The Korean Sport & Olympic Committee (KSOC) posthumously honored Kim as its “Sports Hero” for 2021 in a ceremony held at Olympic Park in Seoul.
Bang Young-eun (R), the wife of late South Korean mountaineer Kim Hong-bin, receives a plaque on behalf of her husband during Kim’s South Korean Sports Hall of Fame induction ceremony at Olympic Park in Seoul on Dec. 22, 2021. (Yonhap)
The KSOC had given him the annual honor on Dec. 8, based on online poll results and its own assessment of the candidates’ careers.

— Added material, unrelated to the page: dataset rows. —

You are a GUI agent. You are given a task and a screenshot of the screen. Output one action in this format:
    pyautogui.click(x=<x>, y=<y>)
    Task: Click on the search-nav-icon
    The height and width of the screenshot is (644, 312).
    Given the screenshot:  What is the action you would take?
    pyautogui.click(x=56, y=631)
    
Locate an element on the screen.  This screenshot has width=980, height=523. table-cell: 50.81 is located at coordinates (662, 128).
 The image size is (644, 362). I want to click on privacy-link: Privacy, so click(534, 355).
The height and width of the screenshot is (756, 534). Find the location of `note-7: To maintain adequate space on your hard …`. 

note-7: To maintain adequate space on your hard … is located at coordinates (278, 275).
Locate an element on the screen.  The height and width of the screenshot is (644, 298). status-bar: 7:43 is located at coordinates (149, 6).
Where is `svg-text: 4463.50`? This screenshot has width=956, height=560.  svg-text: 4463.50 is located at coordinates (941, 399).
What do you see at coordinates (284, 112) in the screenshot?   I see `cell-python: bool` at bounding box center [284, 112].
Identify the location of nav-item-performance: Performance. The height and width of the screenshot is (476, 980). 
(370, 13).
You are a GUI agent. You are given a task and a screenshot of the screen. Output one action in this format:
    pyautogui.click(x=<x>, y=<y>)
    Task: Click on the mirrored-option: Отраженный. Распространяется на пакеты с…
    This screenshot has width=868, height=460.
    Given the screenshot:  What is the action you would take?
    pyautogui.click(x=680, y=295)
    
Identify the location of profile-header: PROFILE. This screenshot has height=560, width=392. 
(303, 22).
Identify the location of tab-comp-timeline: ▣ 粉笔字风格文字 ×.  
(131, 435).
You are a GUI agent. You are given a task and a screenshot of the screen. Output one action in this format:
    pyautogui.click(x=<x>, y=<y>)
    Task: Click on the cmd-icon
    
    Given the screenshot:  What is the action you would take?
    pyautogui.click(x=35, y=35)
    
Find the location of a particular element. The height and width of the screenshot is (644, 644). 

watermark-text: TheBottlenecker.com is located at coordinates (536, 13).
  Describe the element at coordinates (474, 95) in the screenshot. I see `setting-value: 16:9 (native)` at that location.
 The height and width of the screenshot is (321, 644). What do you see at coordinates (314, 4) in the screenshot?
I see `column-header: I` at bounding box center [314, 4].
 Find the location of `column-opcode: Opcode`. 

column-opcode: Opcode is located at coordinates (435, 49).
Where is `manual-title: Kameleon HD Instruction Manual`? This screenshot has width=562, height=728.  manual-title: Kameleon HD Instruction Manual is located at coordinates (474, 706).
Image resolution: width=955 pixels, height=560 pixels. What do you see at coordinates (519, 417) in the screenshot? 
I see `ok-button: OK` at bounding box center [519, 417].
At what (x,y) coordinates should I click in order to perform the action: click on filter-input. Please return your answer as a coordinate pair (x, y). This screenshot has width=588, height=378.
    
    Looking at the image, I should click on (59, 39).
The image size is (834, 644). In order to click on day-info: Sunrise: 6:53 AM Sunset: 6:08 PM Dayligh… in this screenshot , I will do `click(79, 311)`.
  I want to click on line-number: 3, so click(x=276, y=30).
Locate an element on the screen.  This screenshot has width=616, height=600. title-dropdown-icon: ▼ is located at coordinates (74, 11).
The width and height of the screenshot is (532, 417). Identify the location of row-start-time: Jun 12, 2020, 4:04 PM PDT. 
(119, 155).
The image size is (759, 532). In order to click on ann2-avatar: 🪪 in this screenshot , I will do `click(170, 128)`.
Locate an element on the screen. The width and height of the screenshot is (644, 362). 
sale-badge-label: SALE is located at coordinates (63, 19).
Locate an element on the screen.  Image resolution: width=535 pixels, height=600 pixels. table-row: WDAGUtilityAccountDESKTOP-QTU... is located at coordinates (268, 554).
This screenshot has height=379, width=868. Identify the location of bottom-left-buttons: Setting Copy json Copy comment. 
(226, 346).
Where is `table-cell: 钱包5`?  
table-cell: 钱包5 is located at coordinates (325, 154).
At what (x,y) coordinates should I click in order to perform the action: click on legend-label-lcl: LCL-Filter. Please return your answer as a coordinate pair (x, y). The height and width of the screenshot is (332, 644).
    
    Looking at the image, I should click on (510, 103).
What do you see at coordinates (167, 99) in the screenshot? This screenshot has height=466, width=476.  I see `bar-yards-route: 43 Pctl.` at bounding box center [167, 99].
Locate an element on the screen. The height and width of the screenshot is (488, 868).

Kim edged out three candidates: four-time Olympic archery gold medalist Kim Soo-nyung, the Vietnamese men’s national football head coach Park Hang-seo and the late South Korean men’s football star Yoo Sang-chul.
Kim Hong-bin, who had lost all of his fingers to frostbite three decades ago, reached the top of the 8,047-meter-high Broad Peak located in the Karakoram Range on the Pakistani-Chinese border in July. He became the first disabled person to scale all 14 of the world’s highest mountains, collectively called eight-thousanders.
But Kim, then 56, went missing at a location about 7,900 meters above sea level during his descent. Rescuers halted their weeklong search for Kim at the request of his family.
At his funeral in August, Kim was posthumously awarded the Cheongryong Medal, the highest Order of Sport Merit.
The KSOC opened its Hall of Fame in 2011 and has so far inducted 14 athletes and administrators. Hall of Famers include 1936 Olympic marathon gold medalist Sohn Kee-chung, the 2010 Olympic figure skating champion Kim Yu-na and football legend Cha Bum-kun.